Rodney Dangerfield’s enduring legacy
Following the popularity of the 1969 novel “The Godfather,” people spoke of the importance of being treated with respect. At the time, as an introduction to some jokes, Rodney Dangerfield had been complaining that “nothing goes right.” Dangerfield saw an opportunity.
He recast his setup, now saying: “I don’t get no respect.”
He tried it out for the first time at a club in Greenwich Village: “When I was a kid, I played hide-and-seek. They wouldn’t even look for me,” he writes in his memoir, “It’s Not Easy Bein’ Me.”
Afterward, patrons at Upstairs at the Duplex approached the comedian and said things like, “Hey, Rodney, me, too – no respect.”
Dangerfield, who would have turned 100 on Monday, knew he had struck a chord.
“No respect is all about being mistreated,” his widow, Joan Dangerfield, 68, told me in a phone interview in late October. “Rodney believed that everyone, regardless of their age or circumstances, ends up getting hurt, betrayed or taken advantage of.”
Dangerfield has always been my favorite stand-up comic. When I decided to try it myself 10 years ago, I borrowed his style of rapid-fire jokes and selfdeprecation. Doing a set a few years ago at his New York City club, Dangerfield’s, which closed in 2020, was a dream come true.
When I learned that Rodney was turning 100 (posthumously) I wanted to pay tribute to him. Rodney taught me a great life lesson.

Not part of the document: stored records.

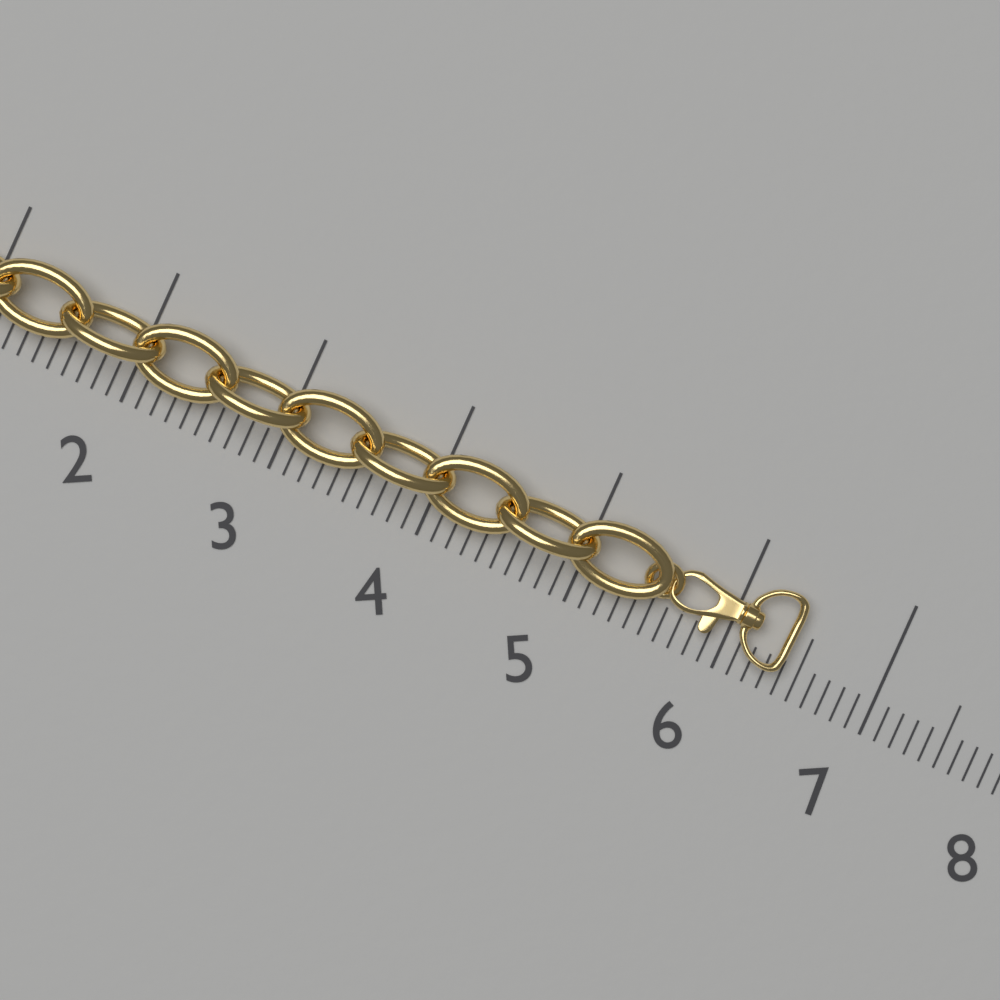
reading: 6.4 (no unit)
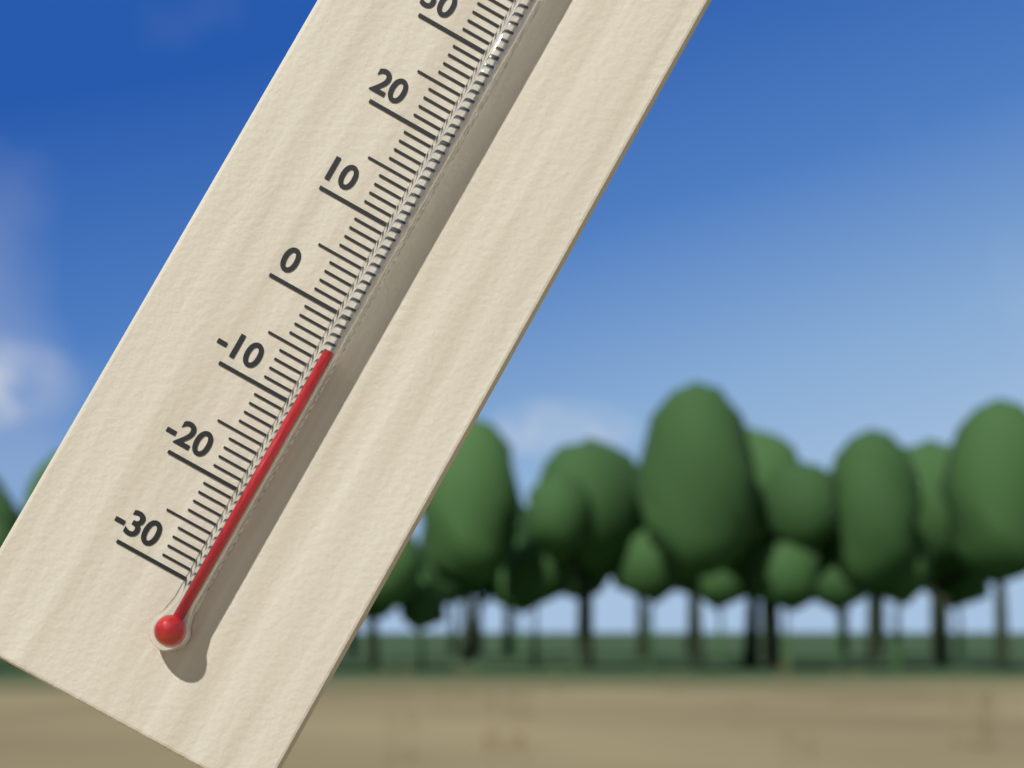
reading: -4 °C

It’s important to take things seriously – but it doesn’t always have to be yourself.
Indeed, Dangerfield received thousands of letters from people who wanted to share their own instances of getting no respect, Joan Dangerfield told me.

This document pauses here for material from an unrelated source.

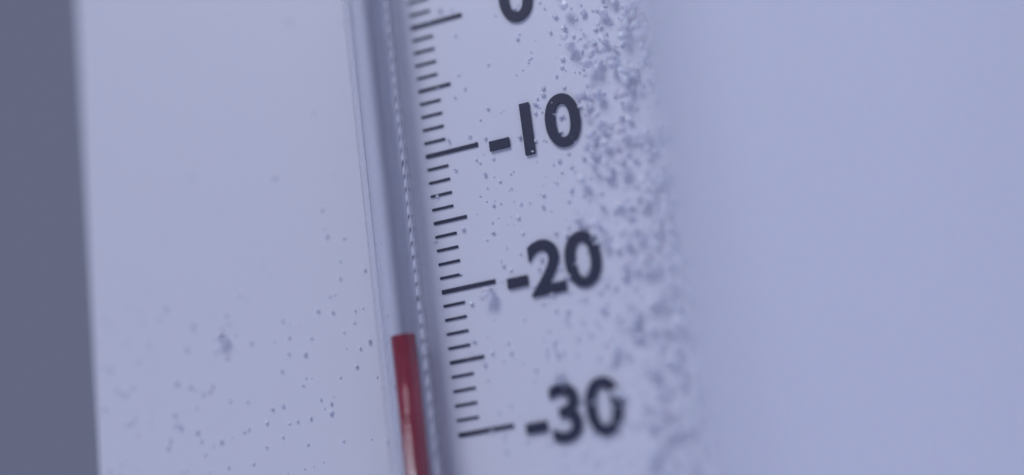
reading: -23 °C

He wrote over 500 “no respect” jokes. The phrase has a secure place in the lexicon of pop culture.
Born Jacob Cohen in Babylon, New York, Dangerfield grew up in a humorless home. His father, a vaudeville performer, abandoned the family when Dangerfield was a young child. His mother showed him no love.
In his late teens, Dangerfield set out to become a professional comic. He traveled the country, taking any standup job he could get, including working as a singing waiter to tell jokes between songs. But he didn’t make it. He quit at age 28 and began businesses as a paint salesman and a house painter. More than a dozen years later, he tried again.

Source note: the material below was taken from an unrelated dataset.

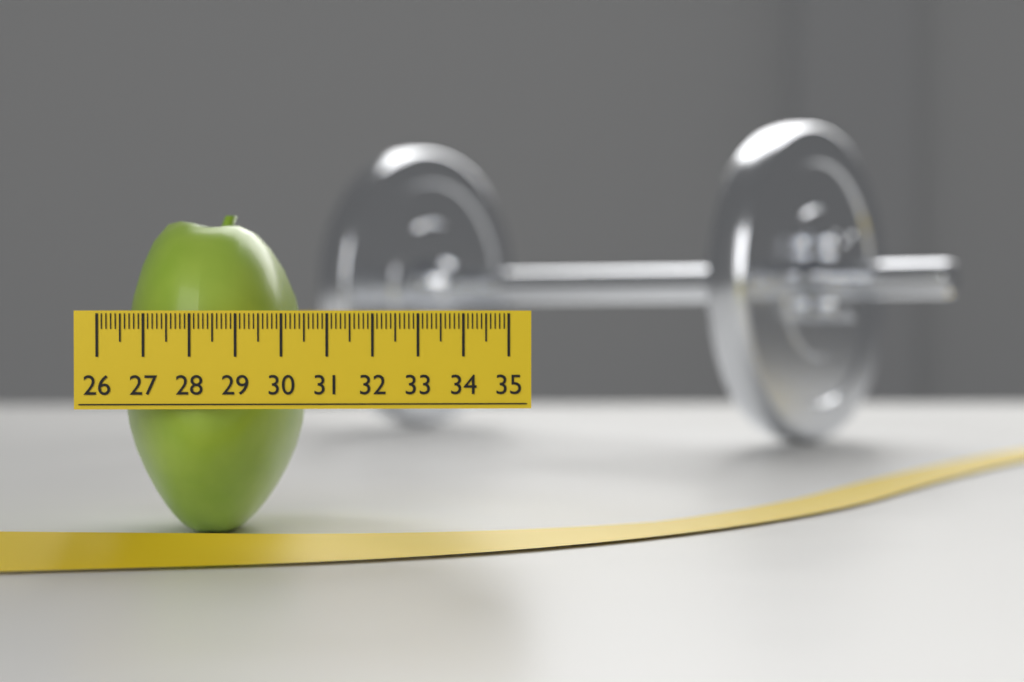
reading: 30.3 (no unit)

Dangerfield’s lack of attention and affection as a child came through in the comic’s material. Joan Dangerfield shared some jokes that her late husband never told: “I got no respect as a kid. … The doctor wouldn’t give me a shot for the measles. He said, ‘How else can I find out if it’s going around?’ I was an ugly kid too. When I was a baby, politicians used to shake my hand.”
Dangerfield is now a synonym for the unappreciated, which are sometimes referred to as “the Rodney Dangerfield of (fill in the blank).” A 2016 headline in The Hill described the Washington, D.C., primary as “the Rodney Dangerfield of politics.” Fox Business, in 2019, declared small business “the Rodney Dangerfield of the American economy.” Oenophiles can’t seem to agree on what’s “the Rodney Dangerfield of wine.” In 2011, The Wine Economist made the case that it’s Petite Sirah. Six years later, Naples Illustrated gave the nod to Lambrusco.
“Rodney identified with the working man,” Joan Dangerfield said to me, “due to his earlier jobs.” He worked at a magazine stand before school to earn money for breakfast. He bagged groceries, was a pin boy at a bowling alley, a barker at a theatre, drove a laundry truck, moved furniture and sold aluminum siding.
In 1981, Dangerfield performed for President Ronald Reagan at the Ford’s Theater in Washington. He had no interest in schmoozing with the political bigwigs at the post-show reception, he recounted in his memoir. So he “went outside and hung out with the limo drivers.”
As for Dangerfield getting no respect, the Smithsonian saw it differently.
In the 1980s, the National Museum of American History displayed his trademark red tie. “Right next to Lindbergh’s plane,” Dangerfield quipped in his autobiography.
Dangerfield’s appeal endures long after his death in 2004. In conjunction with his centennial birthday, Joan Dangerfield, along with Rick Rubin, the music visionary, who Time magazine once called one of the 100 most influential people in the world, is producing a documentary series about the comedian.
By coining a phrase to describe a universal emotion, Dangerfield’s legacy will endure long after his last joke has been forgotten.
Mrs. Dangerfield made sure that her late husband would never stop making people laugh. For his tombstone, she chose “There Goes The Neighborhood.”